New Application for DAWG
I have developed an anagram finder program called Anagram Free Finder that uses this code. It contains about 400 lines of code and has a useful GUI. It will find all anagrams of equal or lesser length to the word you type in. It displays results instantly when you type a key.
Please visit it at
http://code.msdn.microsoft.com/anagrams. It is the best way to actually see a demonstration of this 1985 technology.
Big Update May 2008!
The DawgKit program was cleaned up substantially and is in better shape. Not a lot of real algorithm changes. The code is better
and more factored. It uses more interfaces and some of the supporting code is much better.
Introduction
I have written code in C# that implements the
Directed Acyclic Word Graph algorithm and data stucture. This sort of data structure is used to design word games such as Scrabble or anagrams and also has usage in
scientific pursuits in biology and genetics.
This code page is meant to serve as an outpost for this code. I have a complete implementation in C#. The DAWG algorithms have a dramatic
performance advantage over hash tables, sometimes occupying 25% of the memory and also having faster performance. I think these source files can find utility in a broader range of projects, such as a spell-checker, or other string analysis or pattern matching tools.
Important Resources
Implementation details can be found at
http://dotnetperls.com/Content/Directed-Acyclic-Word-Graph.aspx.
I will be optimizing/enhancing this software in a series. Read the series by looking at the first link to Directed-Acyclic-Word-Graph.aspx. There is a series you can continue reading from there. Finally there is a page with benchmarks and a conclusion. Here are a couple of the results graphs. The DAWG and the Dictionary are the two on the left. The Bloom filter is another structure but it doesn't store all the same data, which is why it is smaller.
My series also includes a list of things I have learned about writing fast C# code. I hope to add more to this page and organize this stuff better. Other methods I used in implementing DawgKit include Enumerable.Range in LINQ
http://dotnetperls.com/Content/LINQ-Enumerable-Range.aspx and also a TextBox trick to improve the UI.
http://dotnetperls.com/Content/TextBox-AppendText-Tip.aspx It is my goal to keep improving this software occasionally, as well as the articles I have written about it. It is fairly complex but I believe it can greatly benefit some software out there.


__REQUIRED WORK__. Each entry needs to appear again, retyped exactly as it is below.

__DATASET EXTRACT__.
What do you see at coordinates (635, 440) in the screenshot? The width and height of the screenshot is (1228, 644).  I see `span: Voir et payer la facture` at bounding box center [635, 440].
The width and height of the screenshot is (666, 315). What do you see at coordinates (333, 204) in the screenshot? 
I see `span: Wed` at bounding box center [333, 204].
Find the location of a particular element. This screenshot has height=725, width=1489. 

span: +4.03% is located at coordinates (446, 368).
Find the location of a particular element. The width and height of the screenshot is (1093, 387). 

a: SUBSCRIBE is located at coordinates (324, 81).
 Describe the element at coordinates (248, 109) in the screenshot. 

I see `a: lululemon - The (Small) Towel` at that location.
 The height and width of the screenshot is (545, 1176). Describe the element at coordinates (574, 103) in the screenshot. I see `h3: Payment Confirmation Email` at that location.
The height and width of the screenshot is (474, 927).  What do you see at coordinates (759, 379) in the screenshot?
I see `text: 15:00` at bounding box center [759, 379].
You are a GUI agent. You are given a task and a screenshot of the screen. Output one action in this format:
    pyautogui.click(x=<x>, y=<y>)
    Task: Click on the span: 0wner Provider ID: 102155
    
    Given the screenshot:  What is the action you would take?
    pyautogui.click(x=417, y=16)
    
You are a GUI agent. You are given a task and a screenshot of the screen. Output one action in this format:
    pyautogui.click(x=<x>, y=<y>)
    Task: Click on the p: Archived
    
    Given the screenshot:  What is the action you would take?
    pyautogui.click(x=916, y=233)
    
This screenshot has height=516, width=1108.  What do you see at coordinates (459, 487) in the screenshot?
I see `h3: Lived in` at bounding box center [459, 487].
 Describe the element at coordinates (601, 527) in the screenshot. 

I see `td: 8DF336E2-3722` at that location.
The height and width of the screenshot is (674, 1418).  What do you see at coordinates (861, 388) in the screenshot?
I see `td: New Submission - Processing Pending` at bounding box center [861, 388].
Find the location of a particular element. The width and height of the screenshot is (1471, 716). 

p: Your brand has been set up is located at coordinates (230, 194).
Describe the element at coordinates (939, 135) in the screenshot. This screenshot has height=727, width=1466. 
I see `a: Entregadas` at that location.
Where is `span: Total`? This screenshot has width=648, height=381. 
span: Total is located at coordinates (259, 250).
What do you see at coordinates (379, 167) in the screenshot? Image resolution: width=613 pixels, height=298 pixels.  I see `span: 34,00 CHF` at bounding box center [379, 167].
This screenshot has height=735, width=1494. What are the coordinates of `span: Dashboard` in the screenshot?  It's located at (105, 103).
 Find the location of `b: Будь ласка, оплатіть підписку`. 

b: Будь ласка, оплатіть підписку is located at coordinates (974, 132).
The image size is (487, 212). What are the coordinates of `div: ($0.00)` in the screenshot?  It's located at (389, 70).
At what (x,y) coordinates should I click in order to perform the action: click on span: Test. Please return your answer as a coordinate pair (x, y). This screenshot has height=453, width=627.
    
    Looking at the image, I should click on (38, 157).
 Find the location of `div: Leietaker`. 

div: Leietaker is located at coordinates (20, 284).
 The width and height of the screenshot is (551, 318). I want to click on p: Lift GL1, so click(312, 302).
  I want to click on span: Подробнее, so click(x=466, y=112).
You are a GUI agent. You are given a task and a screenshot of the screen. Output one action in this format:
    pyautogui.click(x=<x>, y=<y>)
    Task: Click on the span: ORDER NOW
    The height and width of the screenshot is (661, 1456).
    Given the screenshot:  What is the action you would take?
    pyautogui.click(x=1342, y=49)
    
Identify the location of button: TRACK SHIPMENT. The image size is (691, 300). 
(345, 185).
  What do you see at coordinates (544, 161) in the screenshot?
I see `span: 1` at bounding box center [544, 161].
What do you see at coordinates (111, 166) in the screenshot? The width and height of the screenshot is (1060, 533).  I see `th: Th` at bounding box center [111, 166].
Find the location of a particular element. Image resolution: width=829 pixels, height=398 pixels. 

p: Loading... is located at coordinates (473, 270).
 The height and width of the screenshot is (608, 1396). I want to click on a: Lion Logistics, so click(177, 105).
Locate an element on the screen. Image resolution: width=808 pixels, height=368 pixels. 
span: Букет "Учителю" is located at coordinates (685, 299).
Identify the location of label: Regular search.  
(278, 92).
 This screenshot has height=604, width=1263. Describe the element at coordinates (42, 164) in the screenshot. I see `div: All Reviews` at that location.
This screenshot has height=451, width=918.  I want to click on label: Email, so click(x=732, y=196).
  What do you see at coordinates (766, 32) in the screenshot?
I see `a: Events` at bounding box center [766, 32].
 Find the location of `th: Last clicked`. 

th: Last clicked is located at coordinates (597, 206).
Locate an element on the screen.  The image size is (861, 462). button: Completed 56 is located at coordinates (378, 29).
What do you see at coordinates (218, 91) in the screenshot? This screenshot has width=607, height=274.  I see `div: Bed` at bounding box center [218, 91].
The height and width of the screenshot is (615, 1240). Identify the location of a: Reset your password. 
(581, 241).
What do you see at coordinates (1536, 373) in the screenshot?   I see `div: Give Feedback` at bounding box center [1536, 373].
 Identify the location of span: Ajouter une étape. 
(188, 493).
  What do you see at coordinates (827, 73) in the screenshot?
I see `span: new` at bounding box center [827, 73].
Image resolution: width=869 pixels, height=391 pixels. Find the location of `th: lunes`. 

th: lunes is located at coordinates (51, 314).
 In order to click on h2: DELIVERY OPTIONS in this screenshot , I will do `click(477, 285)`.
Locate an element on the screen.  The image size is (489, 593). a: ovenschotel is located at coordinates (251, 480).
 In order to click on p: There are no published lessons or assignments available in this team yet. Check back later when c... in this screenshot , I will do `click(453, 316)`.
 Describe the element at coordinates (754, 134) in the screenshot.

__TASK OUTPUT__.
What do you see at coordinates (635, 440) in the screenshot? The width and height of the screenshot is (1228, 644).  I see `span: Voir et payer la facture` at bounding box center [635, 440].
The width and height of the screenshot is (666, 315). What do you see at coordinates (333, 204) in the screenshot? 
I see `span: Wed` at bounding box center [333, 204].
Find the location of a particular element. This screenshot has height=725, width=1489. 

span: +4.03% is located at coordinates (446, 368).
Find the location of a particular element. The width and height of the screenshot is (1093, 387). 

a: SUBSCRIBE is located at coordinates (324, 81).
 Describe the element at coordinates (248, 109) in the screenshot. 

I see `a: lululemon - The (Small) Towel` at that location.
 The height and width of the screenshot is (545, 1176). Describe the element at coordinates (574, 103) in the screenshot. I see `h3: Payment Confirmation Email` at that location.
The height and width of the screenshot is (474, 927).  What do you see at coordinates (759, 379) in the screenshot?
I see `text: 15:00` at bounding box center [759, 379].
You are a GUI agent. You are given a task and a screenshot of the screen. Output one action in this format:
    pyautogui.click(x=<x>, y=<y>)
    Task: Click on the span: 0wner Provider ID: 102155
    
    Given the screenshot:  What is the action you would take?
    pyautogui.click(x=417, y=16)
    
You are a GUI agent. You are given a task and a screenshot of the screen. Output one action in this format:
    pyautogui.click(x=<x>, y=<y>)
    Task: Click on the p: Archived
    
    Given the screenshot:  What is the action you would take?
    pyautogui.click(x=916, y=233)
    
This screenshot has height=516, width=1108.  What do you see at coordinates (459, 487) in the screenshot?
I see `h3: Lived in` at bounding box center [459, 487].
 Describe the element at coordinates (601, 527) in the screenshot. 

I see `td: 8DF336E2-3722` at that location.
The height and width of the screenshot is (674, 1418).  What do you see at coordinates (861, 388) in the screenshot?
I see `td: New Submission - Processing Pending` at bounding box center [861, 388].
Find the location of a particular element. The width and height of the screenshot is (1471, 716). 

p: Your brand has been set up is located at coordinates (230, 194).
Describe the element at coordinates (939, 135) in the screenshot. This screenshot has height=727, width=1466. 
I see `a: Entregadas` at that location.
Where is `span: Total`? This screenshot has width=648, height=381. 
span: Total is located at coordinates (259, 250).
What do you see at coordinates (379, 167) in the screenshot? Image resolution: width=613 pixels, height=298 pixels.  I see `span: 34,00 CHF` at bounding box center [379, 167].
This screenshot has height=735, width=1494. What are the coordinates of `span: Dashboard` in the screenshot?  It's located at (105, 103).
 Find the location of `b: Будь ласка, оплатіть підписку`. 

b: Будь ласка, оплатіть підписку is located at coordinates (974, 132).
The image size is (487, 212). What are the coordinates of `div: ($0.00)` in the screenshot?  It's located at (389, 70).
At what (x,y) coordinates should I click in order to perform the action: click on span: Test. Please return your answer as a coordinate pair (x, y). This screenshot has height=453, width=627.
    
    Looking at the image, I should click on (38, 157).
 Find the location of `div: Leietaker`. 

div: Leietaker is located at coordinates (20, 284).
 The width and height of the screenshot is (551, 318). I want to click on p: Lift GL1, so click(312, 302).
  I want to click on span: Подробнее, so click(x=466, y=112).
You are a GUI agent. You are given a task and a screenshot of the screen. Output one action in this format:
    pyautogui.click(x=<x>, y=<y>)
    Task: Click on the span: ORDER NOW
    The height and width of the screenshot is (661, 1456).
    Given the screenshot:  What is the action you would take?
    pyautogui.click(x=1342, y=49)
    
Identify the location of button: TRACK SHIPMENT. The image size is (691, 300). 
(345, 185).
  What do you see at coordinates (544, 161) in the screenshot?
I see `span: 1` at bounding box center [544, 161].
What do you see at coordinates (111, 166) in the screenshot? The width and height of the screenshot is (1060, 533).  I see `th: Th` at bounding box center [111, 166].
Find the location of a particular element. Image resolution: width=829 pixels, height=398 pixels. 

p: Loading... is located at coordinates (473, 270).
 The height and width of the screenshot is (608, 1396). I want to click on a: Lion Logistics, so click(177, 105).
Locate an element on the screen. Image resolution: width=808 pixels, height=368 pixels. 
span: Букет "Учителю" is located at coordinates (685, 299).
Identify the location of label: Regular search.  
(278, 92).
 This screenshot has height=604, width=1263. Describe the element at coordinates (42, 164) in the screenshot. I see `div: All Reviews` at that location.
This screenshot has height=451, width=918.  I want to click on label: Email, so click(x=732, y=196).
  What do you see at coordinates (766, 32) in the screenshot?
I see `a: Events` at bounding box center [766, 32].
 Find the location of `th: Last clicked`. 

th: Last clicked is located at coordinates (597, 206).
Locate an element on the screen.  The image size is (861, 462). button: Completed 56 is located at coordinates (378, 29).
What do you see at coordinates (218, 91) in the screenshot? This screenshot has width=607, height=274.  I see `div: Bed` at bounding box center [218, 91].
The height and width of the screenshot is (615, 1240). Identify the location of a: Reset your password. 
(581, 241).
What do you see at coordinates (1536, 373) in the screenshot?   I see `div: Give Feedback` at bounding box center [1536, 373].
 Identify the location of span: Ajouter une étape. 
(188, 493).
  What do you see at coordinates (827, 73) in the screenshot?
I see `span: new` at bounding box center [827, 73].
Image resolution: width=869 pixels, height=391 pixels. Find the location of `th: lunes`. 

th: lunes is located at coordinates (51, 314).
 In order to click on h2: DELIVERY OPTIONS in this screenshot , I will do `click(477, 285)`.
Locate an element on the screen.  The image size is (489, 593). a: ovenschotel is located at coordinates (251, 480).
 In order to click on p: There are no published lessons or assignments available in this team yet. Check back later when c... in this screenshot , I will do `click(453, 316)`.
 Describe the element at coordinates (754, 134) in the screenshot.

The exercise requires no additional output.